The following is excerpted from a wonderful article by Richard Just titled Why Phil Ochs is the obscure ’60s folk singer America needs in 2017. Although reading the full article from the Washington Post is important, the collection of vintage videos featuring Phil Ochs is priceless.
“Anybody know who Phil Ochs is?” Lady Gaga called out to her audience at a free concert last summer during the Democratic National Convention. Her setlist that day was eclectic: from the Beatles to Edith Piaf to her own gay rights anthem, “Born This Way.” But her decision to perform Ochs’s “The War Is Over,” a 1967 folk song about Vietnam, was particularly surprising.
It isn’t often that Ochs, who died four decades ago and is mostly unknown to those born since the 1970s, gets even a brief moment of mainstream recognition. Yet as we enter the Trump era, and as a new mass protest movement begins to take shape, his music would be worthy of a revival. Taken together, his songs offer an exceptionally compelling tour of the deepest questions currently confronting liberals — questions about democracy, dissent and human decency in a grim political age.
The song Lady Gaga performed is a good example. “The War Is Over” was composed in the middle of the Vietnam War but insists that the conflict had already ended. “One-legged veterans will greet the dawn,” Ochs sang. “And they’re whistling marches as they mow the lawn. And the gargoyles only sit and grieve. The gypsy fortune teller told me that we’d been deceived. You only are what you believe. I believe the war is over. It’s over, it’s over.”

… perhaps the biggest lesson Ochs bequeathed for the coming Trump era is only tangentially related to politics. One of his most famous quotes is from the liner notes of an album: “In such an ugly time the true protest is beauty.” At moments of national crisis, no matter which side you are on, it’s tempting to view art as a worthless distraction from the task of political repair. Ochs’s insistence that “the true protest is beauty” could be the mantra for every liberal artist during the next four years — a time when the creation of thoughtful art of all kinds can serve as a counterweight to the thoughtlessness, even cruelty, emanating from our politics. …
No single artist or activist, of course, can remedy this depressing state of affairs. But Ochs’s music could at least help Americans who care about the future of liberal democracy to grapple with the difficult work that lies ahead. As he once wrote: “One good song with a message can bring a point more deeply to more people than a thousand rallies.”
And that — the moral power of one good song — is why I have a pitch for Lady Gaga. On Feb. 5, she is slated to perform at the Super Bowl. To sing just one Phil Ochs song — to introduce millions of people to his ideas and poetry — would be both a glorious act of cultural transgression and an enduring gift to American democracy.
Which song should she choose? My suggestion would be “Power and the Glory.” “Here is a land full of power and glory,” goes the chorus. “Beauty that words cannot recall. Oh her power shall rest on the strength of her freedom. Her glory shall rest on us all.” America, Ochs sings in one verse, is “only as rich as the poorest of the poor. Only as free as a padlocked prison door.” This is nationalism as it should be deployed: aspirational, ennobling, altruistic.
“Power and the Glory” was brilliant enough as Ochs usually sang it during his lifetime. As it turns out, however, he wrote an additional verse, which is now frequently performed with the rest of the song. It’s a statement of faith in the American people amid encroaching political darkness: “But our land is still troubled by men who have to hate. They twist away our freedom, and they twist away our fate. Fear is their weapon, and treason is their cry. We can stop them if we try.”
One fine post, Mike! Hope you’re well.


■ Required work ■
Set down every record below exactly as it stands.
+++
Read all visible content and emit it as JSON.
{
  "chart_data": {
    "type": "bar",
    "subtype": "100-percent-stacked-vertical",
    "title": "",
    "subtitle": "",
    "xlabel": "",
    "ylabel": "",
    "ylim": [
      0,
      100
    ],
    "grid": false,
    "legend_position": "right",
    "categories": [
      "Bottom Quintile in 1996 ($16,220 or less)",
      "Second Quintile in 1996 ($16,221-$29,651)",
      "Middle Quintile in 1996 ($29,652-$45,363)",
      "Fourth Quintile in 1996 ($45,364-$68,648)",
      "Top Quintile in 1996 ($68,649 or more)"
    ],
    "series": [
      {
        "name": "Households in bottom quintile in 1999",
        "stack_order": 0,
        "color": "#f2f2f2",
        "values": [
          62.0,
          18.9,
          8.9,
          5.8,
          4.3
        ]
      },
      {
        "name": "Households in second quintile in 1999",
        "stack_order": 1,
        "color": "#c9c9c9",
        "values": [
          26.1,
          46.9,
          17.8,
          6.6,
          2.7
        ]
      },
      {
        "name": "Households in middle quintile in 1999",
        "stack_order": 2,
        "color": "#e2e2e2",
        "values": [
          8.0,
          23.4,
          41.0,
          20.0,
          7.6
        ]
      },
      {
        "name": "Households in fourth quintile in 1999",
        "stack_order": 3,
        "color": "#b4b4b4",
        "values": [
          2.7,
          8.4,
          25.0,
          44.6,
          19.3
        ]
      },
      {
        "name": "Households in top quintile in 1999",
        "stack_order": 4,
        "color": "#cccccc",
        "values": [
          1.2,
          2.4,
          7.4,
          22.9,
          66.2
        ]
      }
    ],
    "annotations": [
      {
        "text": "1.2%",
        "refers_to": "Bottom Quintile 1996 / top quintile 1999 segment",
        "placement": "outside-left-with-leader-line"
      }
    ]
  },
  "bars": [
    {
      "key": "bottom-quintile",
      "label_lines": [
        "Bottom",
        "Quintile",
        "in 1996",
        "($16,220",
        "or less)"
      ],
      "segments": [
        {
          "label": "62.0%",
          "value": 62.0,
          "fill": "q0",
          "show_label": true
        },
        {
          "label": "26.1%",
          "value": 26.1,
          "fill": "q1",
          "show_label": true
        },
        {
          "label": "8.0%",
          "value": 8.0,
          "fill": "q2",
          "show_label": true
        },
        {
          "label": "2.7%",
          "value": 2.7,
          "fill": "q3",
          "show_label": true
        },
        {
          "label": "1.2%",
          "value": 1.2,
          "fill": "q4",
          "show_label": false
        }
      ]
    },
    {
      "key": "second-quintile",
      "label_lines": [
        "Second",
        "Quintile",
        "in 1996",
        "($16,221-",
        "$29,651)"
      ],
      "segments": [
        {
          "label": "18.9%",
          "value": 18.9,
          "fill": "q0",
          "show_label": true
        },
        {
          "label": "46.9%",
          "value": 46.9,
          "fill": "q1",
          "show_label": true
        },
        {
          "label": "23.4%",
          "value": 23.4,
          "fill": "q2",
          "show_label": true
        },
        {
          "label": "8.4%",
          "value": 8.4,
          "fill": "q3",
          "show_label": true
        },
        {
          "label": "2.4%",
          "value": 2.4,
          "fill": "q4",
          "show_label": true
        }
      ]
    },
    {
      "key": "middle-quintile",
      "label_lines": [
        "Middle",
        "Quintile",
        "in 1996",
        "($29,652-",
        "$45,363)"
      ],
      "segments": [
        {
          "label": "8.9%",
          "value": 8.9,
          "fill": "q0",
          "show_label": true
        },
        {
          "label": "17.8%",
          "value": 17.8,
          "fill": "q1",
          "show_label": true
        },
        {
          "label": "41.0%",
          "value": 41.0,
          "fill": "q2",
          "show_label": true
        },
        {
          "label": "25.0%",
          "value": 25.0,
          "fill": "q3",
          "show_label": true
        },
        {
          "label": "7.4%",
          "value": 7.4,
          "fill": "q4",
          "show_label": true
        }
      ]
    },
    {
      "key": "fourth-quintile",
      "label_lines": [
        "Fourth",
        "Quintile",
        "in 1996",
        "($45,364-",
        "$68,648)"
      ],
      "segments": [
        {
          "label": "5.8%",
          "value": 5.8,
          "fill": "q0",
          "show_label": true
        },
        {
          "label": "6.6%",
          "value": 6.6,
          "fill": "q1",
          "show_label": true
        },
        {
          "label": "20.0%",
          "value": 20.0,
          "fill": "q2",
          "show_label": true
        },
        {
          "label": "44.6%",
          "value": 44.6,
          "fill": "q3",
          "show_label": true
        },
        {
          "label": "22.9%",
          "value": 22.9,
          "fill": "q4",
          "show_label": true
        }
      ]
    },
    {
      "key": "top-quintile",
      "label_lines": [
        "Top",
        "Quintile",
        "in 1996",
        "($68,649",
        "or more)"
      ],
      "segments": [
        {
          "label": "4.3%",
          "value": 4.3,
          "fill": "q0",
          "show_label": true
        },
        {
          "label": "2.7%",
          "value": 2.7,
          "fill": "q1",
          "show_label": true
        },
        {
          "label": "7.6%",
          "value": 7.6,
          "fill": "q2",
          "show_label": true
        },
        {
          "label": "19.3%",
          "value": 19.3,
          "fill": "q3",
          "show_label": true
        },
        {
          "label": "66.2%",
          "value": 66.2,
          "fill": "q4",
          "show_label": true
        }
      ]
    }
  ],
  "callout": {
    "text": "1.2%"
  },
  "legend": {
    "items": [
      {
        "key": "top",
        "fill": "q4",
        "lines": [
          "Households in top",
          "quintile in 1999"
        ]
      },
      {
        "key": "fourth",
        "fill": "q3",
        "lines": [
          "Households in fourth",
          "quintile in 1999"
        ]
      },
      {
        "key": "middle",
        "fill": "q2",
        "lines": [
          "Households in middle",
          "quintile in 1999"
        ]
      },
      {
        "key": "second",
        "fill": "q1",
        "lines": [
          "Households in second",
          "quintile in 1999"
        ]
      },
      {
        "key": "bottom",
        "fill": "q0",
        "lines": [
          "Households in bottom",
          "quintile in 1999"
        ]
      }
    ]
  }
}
+++
■ Problem solution ■
Read all visible content and emit it as JSON.
{
  "chart_data": {
    "type": "bar",
    "subtype": "100-percent-stacked-vertical",
    "title": "",
    "subtitle": "",
    "xlabel": "",
    "ylabel": "",
    "ylim": [
      0,
      100
    ],
    "grid": false,
    "legend_position": "right",
    "categories": [
      "Bottom Quintile in 1996 ($16,220 or less)",
      "Second Quintile in 1996 ($16,221-$29,651)",
      "Middle Quintile in 1996 ($29,652-$45,363)",
      "Fourth Quintile in 1996 ($45,364-$68,648)",
      "Top Quintile in 1996 ($68,649 or more)"
    ],
    "series": [
      {
        "name": "Households in bottom quintile in 1999",
        "stack_order": 0,
        "color": "#f2f2f2",
        "values": [
          62.0,
          18.9,
          8.9,
          5.8,
          4.3
        ]
      },
      {
        "name": "Households in second quintile in 1999",
        "stack_order": 1,
        "color": "#c9c9c9",
        "values": [
          26.1,
          46.9,
          17.8,
          6.6,
          2.7
        ]
      },
      {
        "name": "Households in middle quintile in 1999",
        "stack_order": 2,
        "color": "#e2e2e2",
        "values": [
          8.0,
          23.4,
          41.0,
          20.0,
          7.6
        ]
      },
      {
        "name": "Households in fourth quintile in 1999",
        "stack_order": 3,
        "color": "#b4b4b4",
        "values": [
          2.7,
          8.4,
          25.0,
          44.6,
          19.3
        ]
      },
      {
        "name": "Households in top quintile in 1999",
        "stack_order": 4,
        "color": "#cccccc",
        "values": [
          1.2,
          2.4,
          7.4,
          22.9,
          66.2
        ]
      }
    ],
    "annotations": [
      {
        "text": "1.2%",
        "refers_to": "Bottom Quintile 1996 / top quintile 1999 segment",
        "placement": "outside-left-with-leader-line"
      }
    ]
  },
  "bars": [
    {
      "key": "bottom-quintile",
      "label_lines": [
        "Bottom",
        "Quintile",
        "in 1996",
        "($16,220",
        "or less)"
      ],
      "segments": [
        {
          "label": "62.0%",
          "value": 62.0,
          "fill": "q0",
          "show_label": true
        },
        {
          "label": "26.1%",
          "value": 26.1,
          "fill": "q1",
          "show_label": true
        },
        {
          "label": "8.0%",
          "value": 8.0,
          "fill": "q2",
          "show_label": true
        },
        {
          "label": "2.7%",
          "value": 2.7,
          "fill": "q3",
          "show_label": true
        },
        {
          "label": "1.2%",
          "value": 1.2,
          "fill": "q4",
          "show_label": false
        }
      ]
    },
    {
      "key": "second-quintile",
      "label_lines": [
        "Second",
        "Quintile",
        "in 1996",
        "($16,221-",
        "$29,651)"
      ],
      "segments": [
        {
          "label": "18.9%",
          "value": 18.9,
          "fill": "q0",
          "show_label": true
        },
        {
          "label": "46.9%",
          "value": 46.9,
          "fill": "q1",
          "show_label": true
        },
        {
          "label": "23.4%",
          "value": 23.4,
          "fill": "q2",
          "show_label": true
        },
        {
          "label": "8.4%",
          "value": 8.4,
          "fill": "q3",
          "show_label": true
        },
        {
          "label": "2.4%",
          "value": 2.4,
          "fill": "q4",
          "show_label": true
        }
      ]
    },
    {
      "key": "middle-quintile",
      "label_lines": [
        "Middle",
        "Quintile",
        "in 1996",
        "($29,652-",
        "$45,363)"
      ],
      "segments": [
        {
          "label": "8.9%",
          "value": 8.9,
          "fill": "q0",
          "show_label": true
        },
        {
          "label": "17.8%",
          "value": 17.8,
          "fill": "q1",
          "show_label": true
        },
        {
          "label": "41.0%",
          "value": 41.0,
          "fill": "q2",
          "show_label": true
        },
        {
          "label": "25.0%",
          "value": 25.0,
          "fill": "q3",
          "show_label": true
        },
        {
          "label": "7.4%",
          "value": 7.4,
          "fill": "q4",
          "show_label": true
        }
      ]
    },
    {
      "key": "fourth-quintile",
      "label_lines": [
        "Fourth",
        "Quintile",
        "in 1996",
        "($45,364-",
        "$68,648)"
      ],
      "segments": [
        {
          "label": "5.8%",
          "value": 5.8,
          "fill": "q0",
          "show_label": true
        },
        {
          "label": "6.6%",
          "value": 6.6,
          "fill": "q1",
          "show_label": true
        },
        {
          "label": "20.0%",
          "value": 20.0,
          "fill": "q2",
          "show_label": true
        },
        {
          "label": "44.6%",
          "value": 44.6,
          "fill": "q3",
          "show_label": true
        },
        {
          "label": "22.9%",
          "value": 22.9,
          "fill": "q4",
          "show_label": true
        }
      ]
    },
    {
      "key": "top-quintile",
      "label_lines": [
        "Top",
        "Quintile",
        "in 1996",
        "($68,649",
        "or more)"
      ],
      "segments": [
        {
          "label": "4.3%",
          "value": 4.3,
          "fill": "q0",
          "show_label": true
        },
        {
          "label": "2.7%",
          "value": 2.7,
          "fill": "q1",
          "show_label": true
        },
        {
          "label": "7.6%",
          "value": 7.6,
          "fill": "q2",
          "show_label": true
        },
        {
          "label": "19.3%",
          "value": 19.3,
          "fill": "q3",
          "show_label": true
        },
        {
          "label": "66.2%",
          "value": 66.2,
          "fill": "q4",
          "show_label": true
        }
      ]
    }
  ],
  "callout": {
    "text": "1.2%"
  },
  "legend": {
    "items": [
      {
        "key": "top",
        "fill": "q4",
        "lines": [
          "Households in top",
          "quintile in 1999"
        ]
      },
      {
        "key": "fourth",
        "fill": "q3",
        "lines": [
          "Households in fourth",
          "quintile in 1999"
        ]
      },
      {
        "key": "middle",
        "fill": "q2",
        "lines": [
          "Households in middle",
          "quintile in 1999"
        ]
      },
      {
        "key": "second",
        "fill": "q1",
        "lines": [
          "Households in second",
          "quintile in 1999"
        ]
      },
      {
        "key": "bottom",
        "fill": "q0",
        "lines": [
          "Households in bottom",
          "quintile in 1999"
        ]
      }
    ]
  }
}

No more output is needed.